Former Bank of England governor Mervyn King has made a dramatic political intervention, warning Rachel Reeves that she must raise national insurance in her Budget on 30 October.
According to the Institute of Fiscal Studies (IFS), the chancellor has an estimated £25bn black hole to fill in order to meet Labour’s spending commitments.
But in an open letter published in The Independent today, Lord King warns her against higher borrowing.
Lord King, who was once the chancellor’s boss at the Bank of England, has told her: “Keep it simple and be ruthlessly honest with the public.”
And he warned: “Resist the temptation to fiddle with the tax system – it is time to take a proper look at the various schemes that have been introduced by successive chancellors since the last major overhaul by Nigel Lawson.”
But the Tories have claimed that, if she raises any form of national insurance, as has been hinted, it would be a breach of the manifesto promise to voters – a point the IFS’s Paul Johnson echoed on Monday. He said: “It seems to me that would be a straightforward breach of a manifesto commitment.

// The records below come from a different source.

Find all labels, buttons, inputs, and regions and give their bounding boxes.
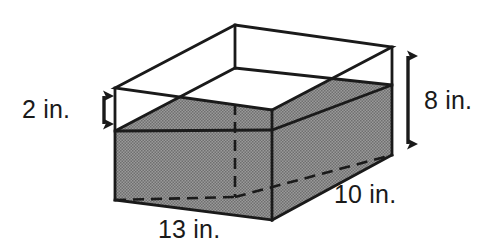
prism-diagram: 2 in. 8 in. 13 in. 10 in.	[0, 0, 504, 249]
label-front-width: 13 in.	[158, 217, 220, 242]
prism-svg	[0, 0, 504, 249]
label-total-height: 8 in.	[424, 88, 472, 113]
label-side-length: 10 in.	[334, 182, 396, 207]
label-empty-depth: 2 in.	[22, 97, 70, 122]
liquid-front-left-face	[115, 130, 272, 220]
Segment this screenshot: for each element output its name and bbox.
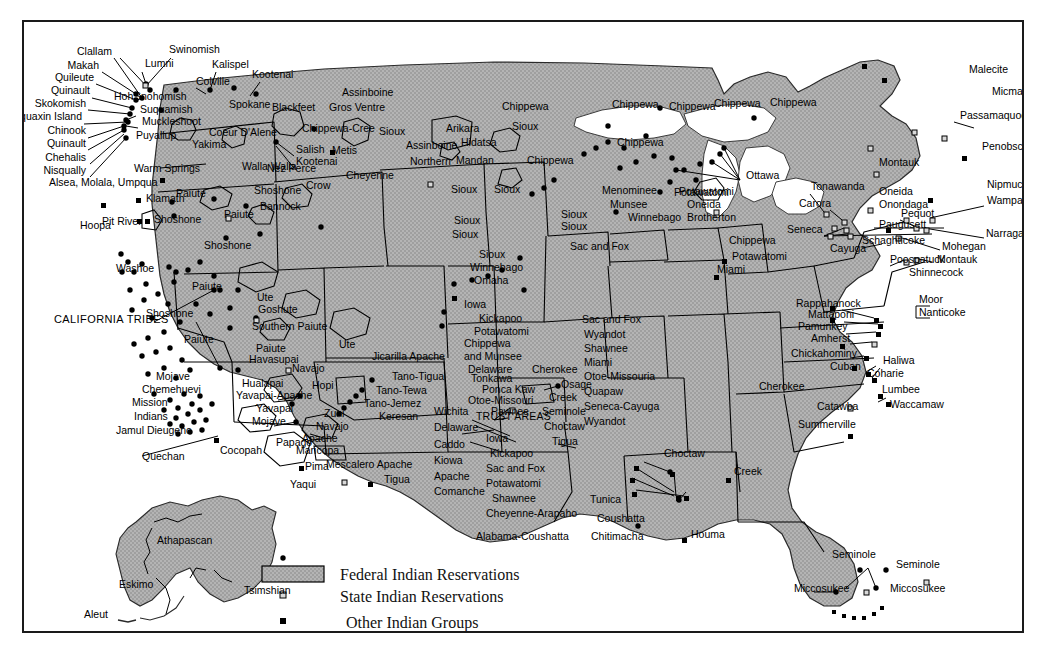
- map-label: Shinnecock: [909, 266, 964, 278]
- florida-keys-dots: [832, 606, 884, 620]
- map-label: Chinook: [47, 124, 86, 136]
- map-label: Pit River: [102, 215, 142, 227]
- map-label: Iowa: [486, 432, 508, 444]
- map-label: Tsimshian: [244, 584, 291, 596]
- map-label: Muckleshoot: [142, 115, 201, 127]
- map-label: Ottawa: [746, 169, 779, 181]
- map-label: Jicarilla Apache: [372, 350, 445, 362]
- map-label: Lumni: [145, 57, 174, 69]
- map-label: Goshute: [258, 303, 298, 315]
- map-label: Seneca: [787, 223, 823, 235]
- map-label: Kickapoo: [479, 312, 522, 324]
- map-label: Summerville: [798, 418, 856, 430]
- map-label: Seminole: [832, 548, 876, 560]
- map-label: Assinboine: [406, 139, 458, 151]
- map-label: Creek: [549, 391, 578, 403]
- map-label: Chippewa: [527, 154, 574, 166]
- map-label: Zuni: [324, 407, 344, 419]
- map-label: Assinboine: [342, 86, 394, 98]
- map-label: Mission: [132, 396, 168, 408]
- map-label: Chippewa: [714, 97, 761, 109]
- us-indian-reservations-map: Federal Indian Reservations State Indian…: [24, 22, 1022, 631]
- map-label: Tonawanda: [811, 180, 865, 192]
- map-label: Wyandot: [584, 415, 625, 427]
- map-label: Tigua: [552, 435, 578, 447]
- map-label: CALIFORNIA TRIBES: [54, 313, 169, 325]
- map-label: Nipmuc: [987, 178, 1022, 190]
- map-label: Snohomish: [134, 90, 187, 102]
- map-label: Sioux: [561, 208, 588, 220]
- map-label: Carora: [799, 197, 831, 209]
- map-label: Yavapai-Apache: [236, 389, 312, 401]
- map-label: Hidatsa: [461, 136, 497, 148]
- map-label: Washoe: [116, 262, 154, 274]
- map-label: Oneida: [879, 185, 913, 197]
- map-label: Catawba: [817, 400, 859, 412]
- map-label: Comanche: [434, 485, 485, 497]
- map-label: Jamul Dieugeno: [116, 424, 192, 436]
- map-label: Pamunkey: [798, 320, 848, 332]
- map-label: Choctaw: [544, 420, 585, 432]
- map-label: Miccosukee: [794, 582, 850, 594]
- map-label: Coharie: [867, 367, 904, 379]
- map-label: Quapaw: [584, 385, 624, 397]
- map-label: Athapascan: [157, 534, 213, 546]
- map-label: Colville: [196, 75, 230, 87]
- map-label: Kiowa: [434, 454, 463, 466]
- map-label: Seminole: [896, 558, 940, 570]
- map-label: Chippewa: [617, 136, 664, 148]
- map-label: Arikara: [446, 122, 479, 134]
- map-label: Waccamaw: [890, 398, 944, 410]
- map-label: Ute: [339, 338, 356, 350]
- map-label: Skokomish: [35, 97, 87, 109]
- map-label: Micmac: [992, 85, 1022, 97]
- map-legend: Federal Indian Reservations State Indian…: [262, 555, 520, 631]
- map-label: Chehalis: [45, 151, 86, 163]
- map-label: Sioux: [379, 125, 406, 137]
- map-label: Iowa: [464, 298, 486, 310]
- map-label: Winnebago: [628, 211, 681, 223]
- map-label: Swinomish: [169, 43, 220, 55]
- alaska-inset: [116, 496, 276, 622]
- map-label: Squaxin Island: [24, 110, 82, 122]
- map-label: Montauk: [879, 156, 920, 168]
- map-label: Menominee: [602, 184, 657, 196]
- map-label: Cheyenne: [346, 169, 394, 181]
- map-label: Cayuga: [830, 242, 866, 254]
- legend-federal-dot: [280, 555, 285, 560]
- map-label: Mojave: [252, 415, 286, 427]
- map-label: Mohegan: [942, 240, 986, 252]
- map-label: Makah: [67, 59, 99, 71]
- map-label: Northern: [410, 155, 451, 167]
- map-label: Quinault: [47, 137, 86, 149]
- map-label: Wyandot: [584, 328, 625, 340]
- map-label: Tano-Tigua: [392, 370, 444, 382]
- map-label: Nanticoke: [919, 306, 966, 318]
- map-label: Coeur D'Alene: [209, 126, 277, 138]
- map-frame: Federal Indian Reservations State Indian…: [22, 20, 1024, 633]
- map-label: Sioux: [454, 214, 481, 226]
- map-label: Narraganset: [986, 227, 1022, 239]
- map-label: Sioux: [561, 220, 588, 232]
- map-label: Sioux: [479, 248, 506, 260]
- map-label: Cherokee: [532, 363, 578, 375]
- map-label: Potawatomi: [474, 325, 529, 337]
- map-label: Chitimacha: [591, 530, 644, 542]
- map-label: Miccosukee: [890, 582, 946, 594]
- map-label: Warm Springs: [134, 162, 200, 174]
- map-label: Chippewa: [770, 96, 817, 108]
- map-label: Moor: [919, 293, 943, 305]
- map-label: Chippewa: [502, 100, 549, 112]
- map-label: Tigua: [384, 473, 410, 485]
- map-label: Suquamish: [140, 103, 193, 115]
- map-label: Kickapoo: [490, 447, 533, 459]
- map-label: Paiute: [192, 280, 222, 292]
- map-label: Shawnee: [584, 342, 628, 354]
- map-label: Alsea, Molala, Umpqua: [49, 176, 158, 188]
- map-label: Yavapai: [256, 402, 293, 414]
- map-label: Sac and Fox: [582, 313, 642, 325]
- map-label: Otoe-Missouria: [584, 370, 655, 382]
- map-label: Tano-Tewa: [376, 384, 427, 396]
- map-label: Kalispel: [212, 58, 249, 70]
- map-label: Chickahominy: [791, 347, 858, 359]
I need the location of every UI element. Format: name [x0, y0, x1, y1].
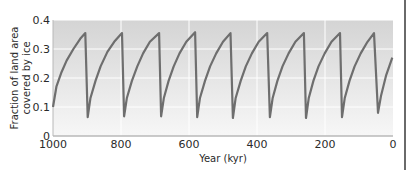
y-axis-label-line2: covered by ice	[21, 41, 32, 114]
ice-cover-chart: 00.10.20.30.4 10008006004002000 Year (ky…	[0, 0, 407, 170]
right-border-rule	[404, 0, 406, 170]
x-tick-label: 800	[111, 138, 132, 151]
x-tick-label: 200	[315, 138, 336, 151]
x-axis-label: Year (kyr)	[198, 153, 247, 164]
x-tick-label: 600	[179, 138, 200, 151]
x-tick-label: 400	[247, 138, 268, 151]
x-tick-labels: 10008006004002000	[39, 138, 397, 151]
y-tick-label: 0.4	[33, 14, 51, 27]
y-axis-label: Fraction of land area covered by ice	[9, 27, 32, 130]
x-tick-label: 0	[390, 138, 397, 151]
y-axis-label-line1: Fraction of land area	[9, 27, 20, 130]
y-tick-labels: 00.10.20.30.4	[33, 14, 51, 143]
y-tick-label: 0.2	[33, 72, 51, 85]
y-tick-label: 0.3	[33, 43, 51, 56]
y-tick-label: 0.1	[33, 101, 51, 114]
x-tick-label: 1000	[39, 138, 67, 151]
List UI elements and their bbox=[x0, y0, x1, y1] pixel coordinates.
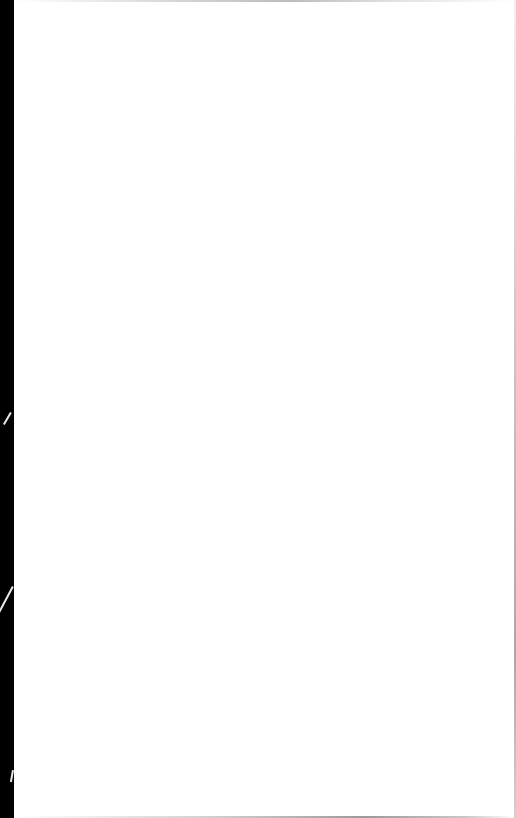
paper-tear-mark bbox=[10, 770, 14, 782]
paper-tear-mark bbox=[0, 586, 14, 615]
scan-binding-edge bbox=[0, 0, 14, 818]
scan-top-edge bbox=[14, 0, 516, 2]
paper-tear-mark bbox=[3, 412, 12, 425]
blank-page bbox=[0, 0, 516, 818]
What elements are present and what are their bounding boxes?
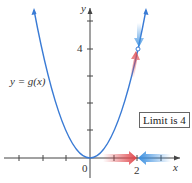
x-axis-arrow-icon <box>174 156 180 161</box>
function-label: y = g(x) <box>10 75 46 87</box>
hole-point <box>136 47 140 51</box>
limit-annotation: Limit is 4 <box>139 112 190 128</box>
origin-label: 0 <box>82 162 88 174</box>
y-axis <box>87 8 93 178</box>
y-axis-arrow-icon <box>88 8 93 14</box>
graph <box>0 0 192 183</box>
x-tick-label-2: 2 <box>134 164 140 176</box>
y-tick-label-4: 4 <box>77 42 83 54</box>
x-axis-label: x <box>173 161 178 173</box>
red-curve-approach-arrow-icon <box>130 51 140 78</box>
curve-arrow-left-icon <box>32 8 37 15</box>
right-approach-arrow-icon <box>103 151 137 165</box>
left-approach-arrow-icon <box>138 151 171 165</box>
curve-arrow-right-icon <box>144 8 149 15</box>
y-axis-label: y <box>81 2 86 14</box>
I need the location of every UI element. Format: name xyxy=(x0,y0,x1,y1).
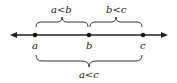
point-label-a: a xyxy=(32,40,38,51)
label-a-lt-c: a<c xyxy=(79,69,99,80)
right-arrow-icon xyxy=(161,32,168,38)
point-a xyxy=(33,33,37,37)
label-b-lt-c: b<c xyxy=(106,4,127,15)
brace-b-c xyxy=(90,17,142,27)
brace-a-c xyxy=(36,55,142,67)
point-c xyxy=(141,33,145,37)
label-a-lt-b: a<b xyxy=(51,4,72,15)
point-label-b: b xyxy=(86,40,92,51)
left-arrow-icon xyxy=(10,32,17,38)
point-label-c: c xyxy=(140,40,146,51)
brace-a-b xyxy=(36,17,88,27)
number-line-diagram: a b c a<b b<c a<c xyxy=(0,0,177,83)
point-b xyxy=(87,33,91,37)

I went back and read the manifesto and it says very clearly, ‘We will not raise rates of national insurance.’ It doesn’t specify employee national insurance.”
Mr Johnson had previously warned during the election that the main parties’ tax-and-spend pledges represented a “conspiracy of silence” on the true picture of the country’s finances.
In a warm open letter that harked back to her days as a graduate entrant at the Bank, Lord King made a point that the baton has now been passed to Ms Reeves and her generation.